Shoppers are turning to brave, focused journalism: Uncloseted Media , a tiny, four‑person newsroom , just won four NLGJA Excellence in Journalism Awards, tying the New York Times and spotlighting stories about trafficking, faith‑based finance, HIV funding and corporal punishment that might otherwise have been missed.

Essential Takeaways

  • Big win, small team: Uncloseted Media earned four NLGJA awards despite having only four full‑time staffers, a rare feat against large outlets.
  • Range of beats: Awards covered long‑form, business, HIV/AIDS and education reporting , showing depth and editorial breadth.
  • Impact reporting: Stories exposed gaps like zero safe houses for boys under 18 and major cuts to HIV funding, with strong survivor and expert reporting.
  • Youthful talent: Each winning piece was reported or co‑reported by young queer women, bringing lived experience and fresh perspective.

How a tiny newsroom matched the big players

This is one of those newsroom stories that feels a little miraculous , four people, four awards. According to the NLGJA, the Excellence in Journalism Awards recognise outstanding work on LGBTQ issues, and Uncloseted’s haul ties it with the New York Times for most awards this year. The result landed with a real human edge; readers get reporting that’s intimate, direct and often uncomfortable in a way larger outlets sometimes avoid.

The backstory matters: the editor’s long involvement with the NLGJA goes back to student days in New York and a decade of chapter work and mentorships. That continuity , from student organiser to mentor and editor , helps explain why the title punches above its weight. It’s a reminder that newsroom culture and networks still shape who tells which stories.

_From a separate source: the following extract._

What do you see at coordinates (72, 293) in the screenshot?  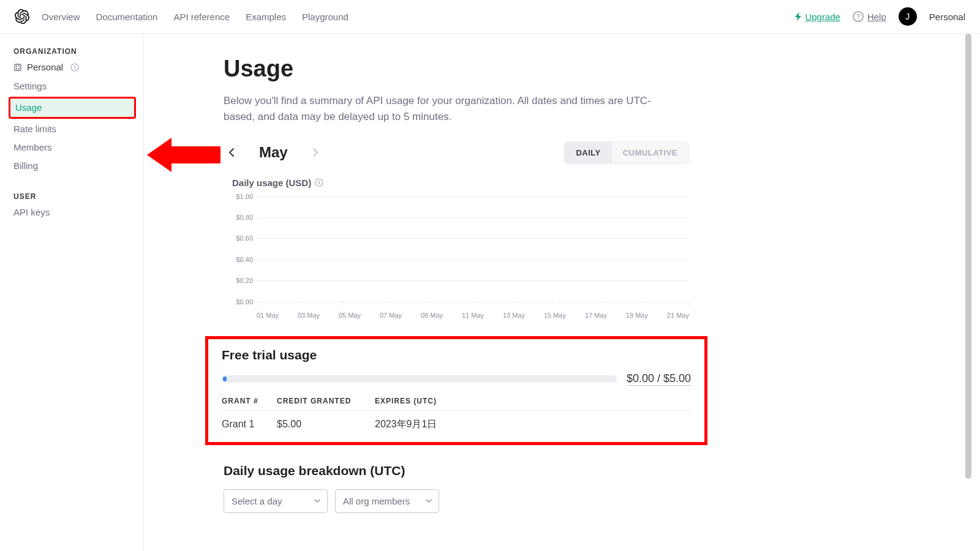 I see `sidebar: ORGANIZATION Personal Settings Usage Rat…` at bounding box center [72, 293].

Stories that filled gaps other outlets left

What stands out is not just the number of awards but the subjects they honoured. Long‑form coverage revealed that nearly half of sex trafficking survivors may be boys, yet no safe houses exist for under‑18 boys as of 2025. Business reporting exposed how biblically responsible investing channels billions away from firms that support LGBTQ inclusion. And HIV reporting documented deep federal funding cuts, while education coverage examined corporal punishment’s disproportionate harm to queer students.

Those are not frivolous beats; they’re life‑and‑safety issues. The reporting threaded survivor testimony, policy numbers and industry interviews to turn abstract problems into tangible injustices. That’s the kind of accountability journalism that changes how policymakers and the public see a problem.

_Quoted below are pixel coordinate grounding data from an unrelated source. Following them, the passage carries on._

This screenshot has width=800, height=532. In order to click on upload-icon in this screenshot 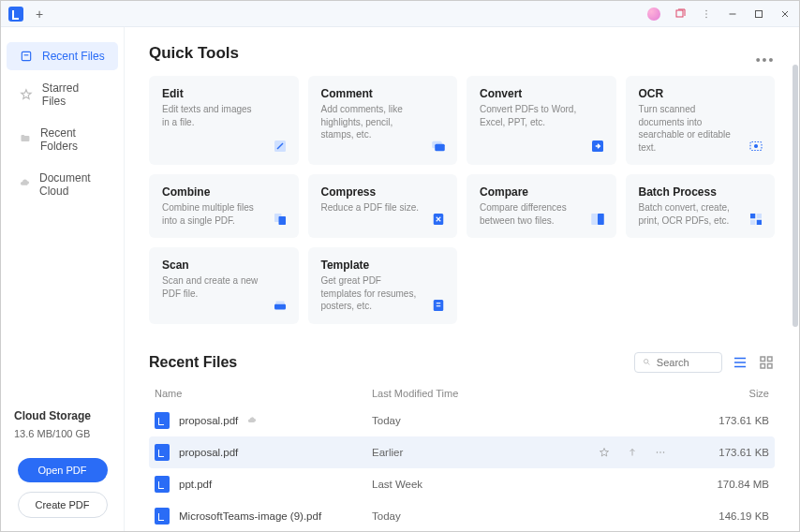, I will do `click(632, 452)`. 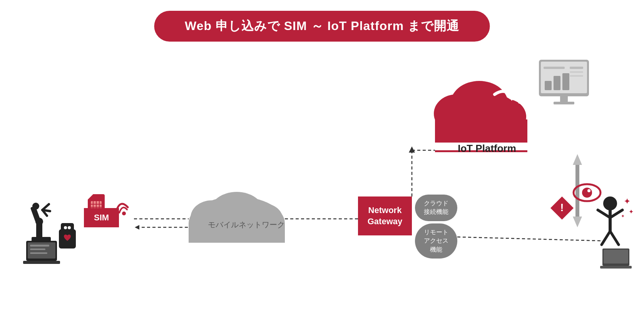 I want to click on warning-diamond-icon: !, so click(x=562, y=208).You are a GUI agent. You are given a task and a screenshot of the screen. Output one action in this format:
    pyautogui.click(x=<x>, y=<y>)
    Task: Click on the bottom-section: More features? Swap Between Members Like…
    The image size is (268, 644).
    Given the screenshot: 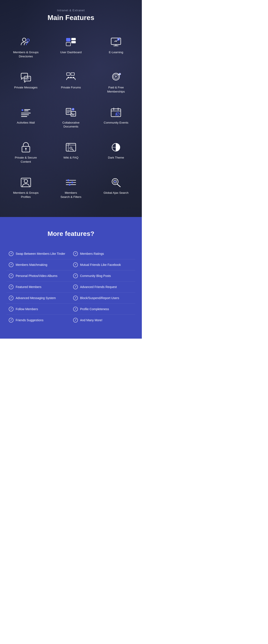 What is the action you would take?
    pyautogui.click(x=71, y=278)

Why awards like the NLGJA’s still matter

Awards are more than trophies; they’re a signal to sources, donors and readers that the work is rigorous. The NLGJA Excellence in Journalism Awards have recognised queer‑focused reporting since the early 1990s, and winning them provides a credibility boost that helps small outlets attract funding and talent.

For Uncloseted, the recognition comes at a moment when independent outlets need both visibility and financial support. The newsroom has leaned into reader donations and subscriptions, and this sort of validation from a recognised industry body strengthens that pitch.

What this says about the next generation of queer journalists

There’s a delightful throughline here: the publication’s award entries were reported largely by young queer women, many early in their careers. That mix of lived experience and professional ambition produces reporting that’s both empathetic and exacting. As one reporter put it, it’s vindicating to show that smaller, independent teams can cover trans and queer communities with nuance the mainstream sometimes lacks.

If you’re hiring or mentoring, this highlights a practical point: invest in early‑career reporters and give them the beats. They’ll bring fresh leads, new sources and storytelling energy that older hierarchies can’t always create.

How readers and supporters can help keep this work going

If you value investigations that surface neglected harms , from missing youth shelters to shrinking HIV budgets , there’s a straightforward path to supporting them. Subscriptions and donations keep reporters in the field, paying for time‑intensive projects that advertisers often won’t fund. For readers who want immediate impact, follow the award pieces, share them with local representatives and consider contributing to the outlet’s fundraising drives.

Small gestures , a monthly subscription, a one‑off donation, sharing a story on social , can help ensure these beats stay covered.

It's a small change that can make every scoop safer.